How much of it was economics or state’s rights? How much of it was the preservation of
wealth? The South concentrated its
economic power in the exploitation of African slaves as free labor to fuel an
agricultural economy as new American wealth.
The North was more industrialized and modernized, and by its nature less
capable of growing such cash-crops due to weather. The North was filled with shipped-over older
European wealth, yet our founding fathers owned slaves. Did the North just want to eliminate the
South’s biggest economic engine and cement its foothold as the head of the
nation?
The inherent truth is humans should not be
slaves. People should never own
people. It is wrong. If the Civil War effectively ended slavery in
America
as an indirect rather than direct consequence of the North’s victory so be it.
People have died, families destroyed, and children’s
innocence replaced with fear because of racial hatred, ignorance and
prejudice. That fear breeds misconceptions.
The separation of conversations from face-to-face families interacting across
racial barriers has impeded our ability to see our common humanity.
People want the same things, those base needs of
health, education, food and security to be met.
Humans want to help our kids grow, learn, and develop into happy
functioning adults. Regardless of race,
gender, sexual orientation, political party, religion or North or South, our
inability in America
to be honest about this common desire is one of our greatest flaws. This insecurity will die under the foot of
Generation X from children swaddled by the adolescents of the 1960’s, who had
the benefit of every prior generation.
"Hatred
paralyzes life; love releases it. Hatred confuses life; love harmonizes it.
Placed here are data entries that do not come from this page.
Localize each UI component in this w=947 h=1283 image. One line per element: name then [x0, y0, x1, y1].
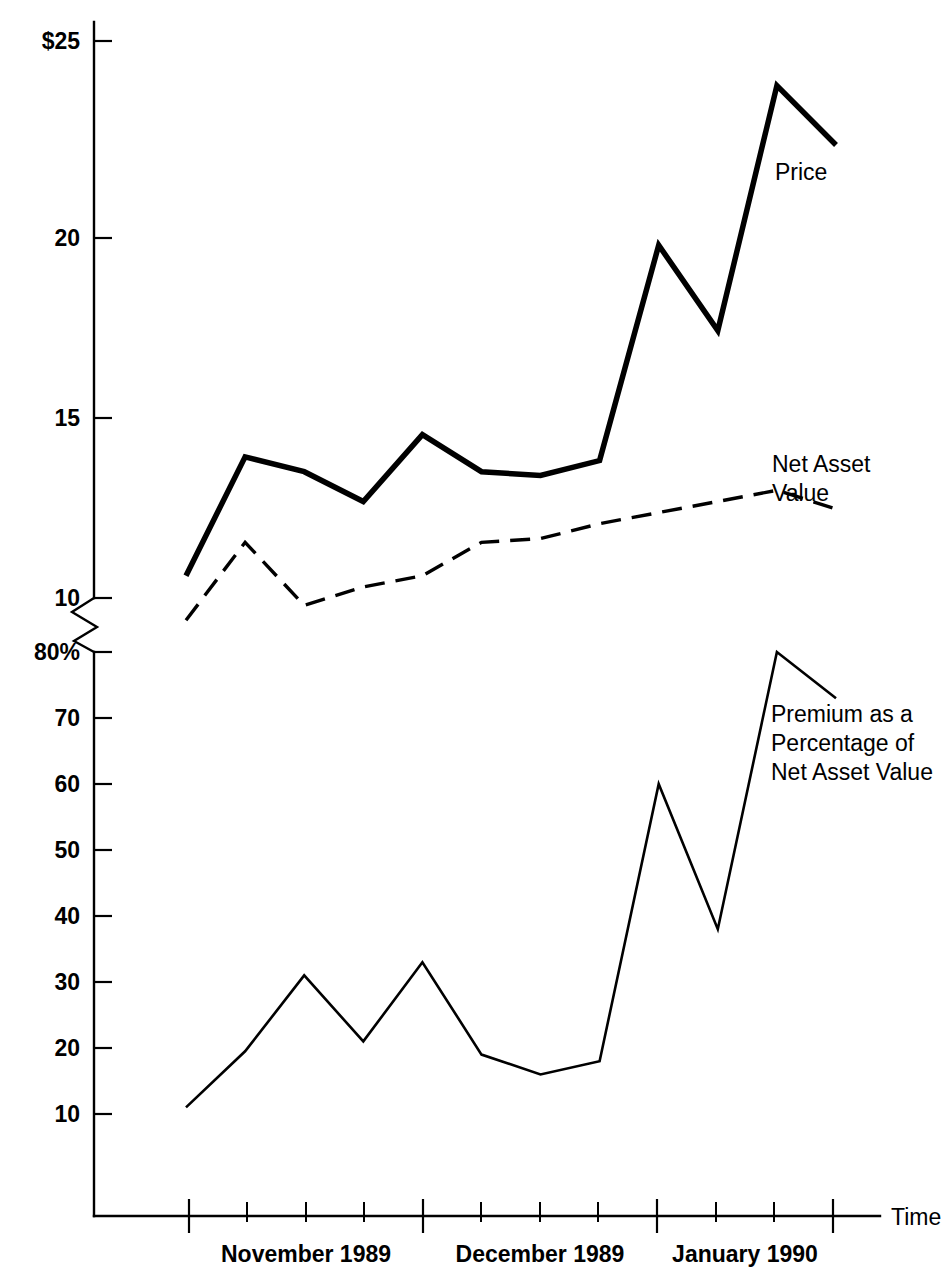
y-tick-label-70pct: 70 [54, 705, 80, 731]
y-tick-label-50pct: 50 [54, 837, 80, 863]
y-tick-label-10pct: 10 [54, 1101, 80, 1127]
series-label-premium-line1: Premium as a [771, 701, 913, 727]
y-tick-label-15: 15 [54, 405, 80, 431]
x-period-label-december: December 1989 [456, 1241, 625, 1267]
premium-price-nav-chart: $25 20 15 10 80% 70 60 50 40 30 20 10 [0, 0, 947, 1283]
y-tick-label-60pct: 60 [54, 771, 80, 797]
y-tick-label-10: 10 [54, 585, 80, 611]
series-label-price: Price [775, 159, 827, 185]
y-tick-label-25: $25 [42, 28, 81, 54]
chart-background [0, 0, 947, 1283]
y-tick-label-80pct: 80% [34, 639, 80, 665]
series-label-net-asset-value-line1: Net Asset [772, 451, 871, 477]
y-tick-label-30pct: 30 [54, 969, 80, 995]
y-tick-label-40pct: 40 [54, 903, 80, 929]
series-label-premium-line2: Percentage of [771, 730, 915, 756]
series-label-net-asset-value-line2: Value [772, 480, 829, 506]
y-tick-label-20pct: 20 [54, 1035, 80, 1061]
x-period-label-january: January 1990 [672, 1241, 818, 1267]
series-label-premium-line3: Net Asset Value [771, 759, 933, 785]
y-tick-label-20: 20 [54, 225, 80, 251]
x-period-label-november: November 1989 [221, 1241, 391, 1267]
x-axis-title: Time [891, 1204, 941, 1230]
Hatred darkens life; love illuminates it." Martin Luther King
Our media exploits victimization based on race,
gender, sexual orientation or religion to perpetuate the gullibility of TV viewers. Gullible viewers vote for the candidate media
advertisements endorse. Gullible viewers
buy the products media companies advertise and boost their profits. Gullible viewers allow the media to focus on
inexpensive puff human-interest pieces rather than real news because fluff gets
higher ratings. Gullible viewers will
protest in bands of political outraged citizens over the use of one person’s
word rather than actions in the name of civil rights. Hell, there is more outrage over one
utterance of the word nigger by the collective mouthpiece that is CNN, Fox
News, CNBC, and World News Tonight, then for hundreds of African Americans
slain in our streets every year through gun violence.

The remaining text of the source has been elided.